When an incident occurs, steps must be taken to understand its root causes and ensure appropriate remediating action is taken.
Incidents represent opportunities to improve your overall cyber resilience as part of lessons learned. It is important that organisations understand why the incident happened and, where appropriate, take steps to prevent the issue from recurring. The aim should be to address the root causes or to identify systemic problems, rather than to fix a very narrow issue. For example, to address the organisation’s overall patch management process, rather than to just apply a single missing patch.
Policy
The following requirements are placed on government departments:
- Government Organisations shall meet the CAF requirements of the relevant Government Profile under this principle.
Guidance
- The 10 Steps: Incident Management section emphasises the need for post-incident lessons learned exercises to drive organisational improvements. The Safety 2 approach is referenced, highlighting the need to not only focus on what went wrong but also look for successful elements of the incident response and examine why it worked well.
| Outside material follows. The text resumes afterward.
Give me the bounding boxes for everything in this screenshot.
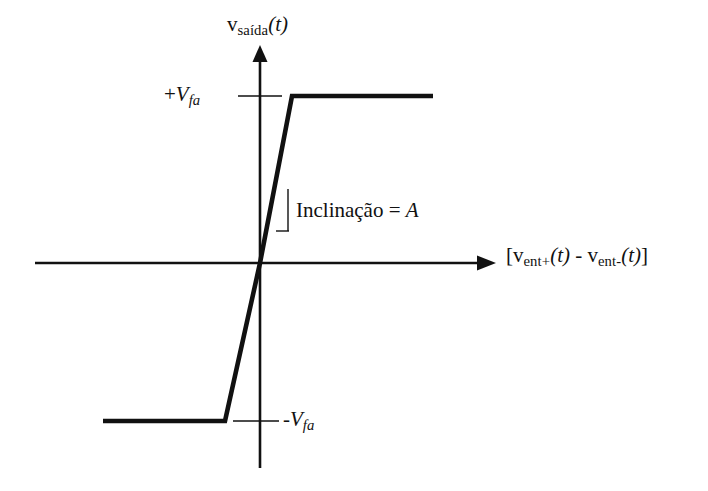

- An organisation’s security culture is vital when looking at learning lessons from incidents. You shape security contains useful guidance on how organisations can build and maintain dialogues with staff, ensuring both that multiple perspectives on incidents are properly captured and that the lessons are learned and implemented effectively.
Further information
- It is important to be aware that some organisations may use NIST’s Computer Security Incident Handling Guide which is detailed guidance on incident response, covered in principles D1 and D2.
Further guidance and information can be found on the NCSC’s CAF Guidance webpage.